The documentary also normally conveys to the viewer that there are many perspectives, and journalism today fails to do that. Journalism today seems more of an effort to persuade the public to adopt the journalists' perspective, and to surrender to the journalist their free thinking, and to allow the journalist to think for them. Documentary film encourages introspection and thought, encourages investigation and, if it is successful, motivates the viewer to look to other sources for more information and new perspectives.
Choosing the subject of a documentary usually means that the filmmaker is assessing the public's interest in a news worthy subject of historical impact or interest. It also means that someone, most notably the filmmaker, understands that perspectives are incomplete without providing the direct perspective from the people who are the story.

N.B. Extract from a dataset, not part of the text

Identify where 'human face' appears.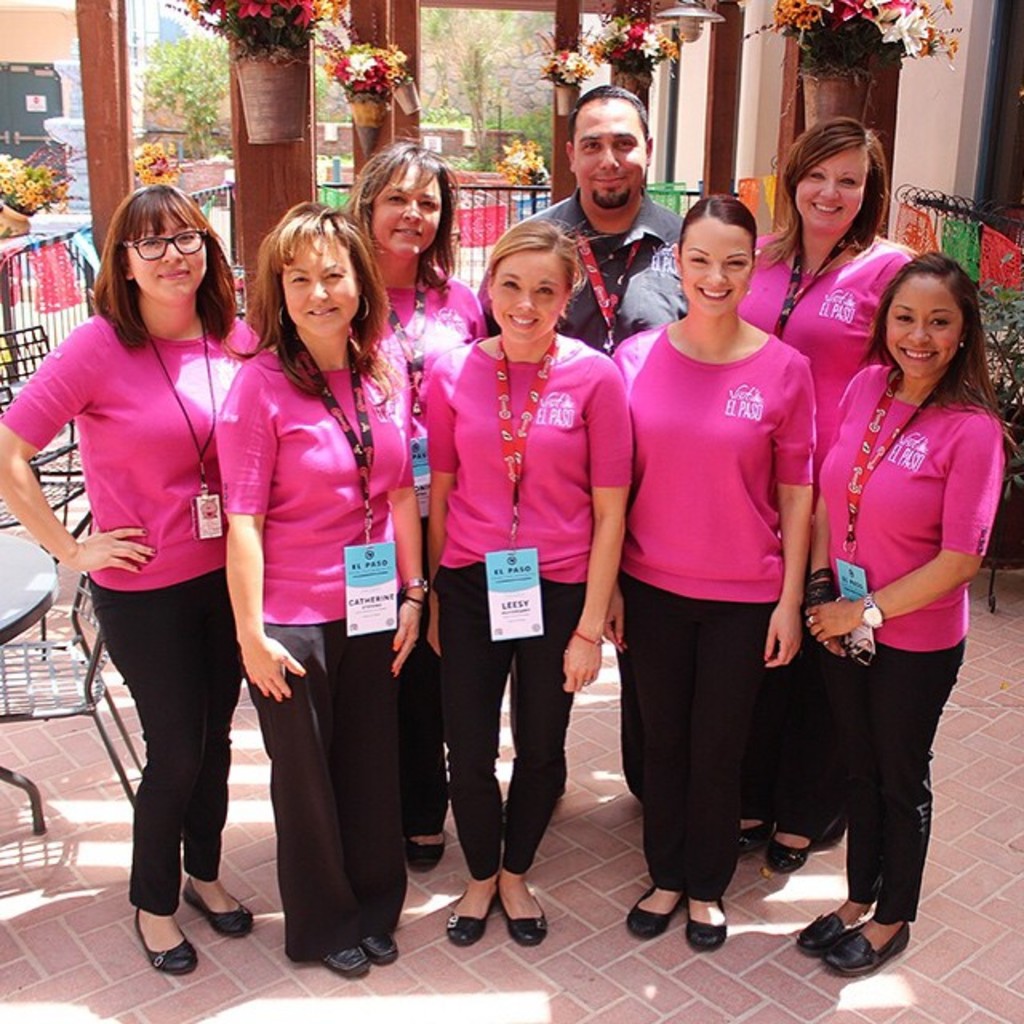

Stella Bruzzi (2000) writes that documentary filmmakers are not unaware of their roles as the purveyors of truth and fact, and says that there are, for contemporary documentary filmmakers, rules to guide them. Bruzzi writes:
To initiate an analysis of documentary as a perpetual negotiation between the real event and its representation (that is, to propose that the two remain distinct but interactive) this opening section will juxtapose the notion of film as record with the use of voice-over. This is not an arbitrary selection, but a decision to establish this book's underlying thesis that documentary does not perceive its ultimate aim to be the authentic representation of the real through an examination of (a) the component of documentary that uniquely exemplifies the ideal of a non-fictional image's 'purity' (film as record), and (b) the component that most overtly illustrates the intrusion of bias, subjectivity and conscious structuring of those 'pure' events (narration). In 1971 the German documentary dramatist Peter Weiss offered a definition of documentary theatre that is pertinent to this argument. In 'The Materials and the Models', Weiss argues that, whilst documentary theatre 'refrains from all invention; it takes authentic material and puts it on the stage, unaltered in content, edited in form' (Weiss 1971:41), it also 'presents facts for examination' and 'takes sides' (p. 42). Weiss manifestly does not automatically perceive the imposition of a structure (whether through editing or other means) to mean the loss of objectivity, instead he advocates documentary theatre rooted in dialectical analysis, the principal components of which are the raw material and the theatrical model. His intention in a play such as the Investigation - as he intimates later in 'The Materials and the Models' - is to extract from the material 'universal truths', to supply 'an historical context' and to draw attention to 'other possible consequences' (p. 43) of the events encompassed by the play. The raw material is incapable of drawing out or articulating the truths, motives or underlying causes it both contains and implies, so it falls to the writer to extract this general framework. Weiss's notes towards a definition of documentary theatre suggest that documentary is born of a negotiation between two potentially conflicting factors: the real and its representation; but rather than perceive this to be a problem that must be surmounted - as is perceived in much documentary film theory - Weiss accepts this propensity towards a dialectical understanding of the factual world to be an asset and a virtue (9)."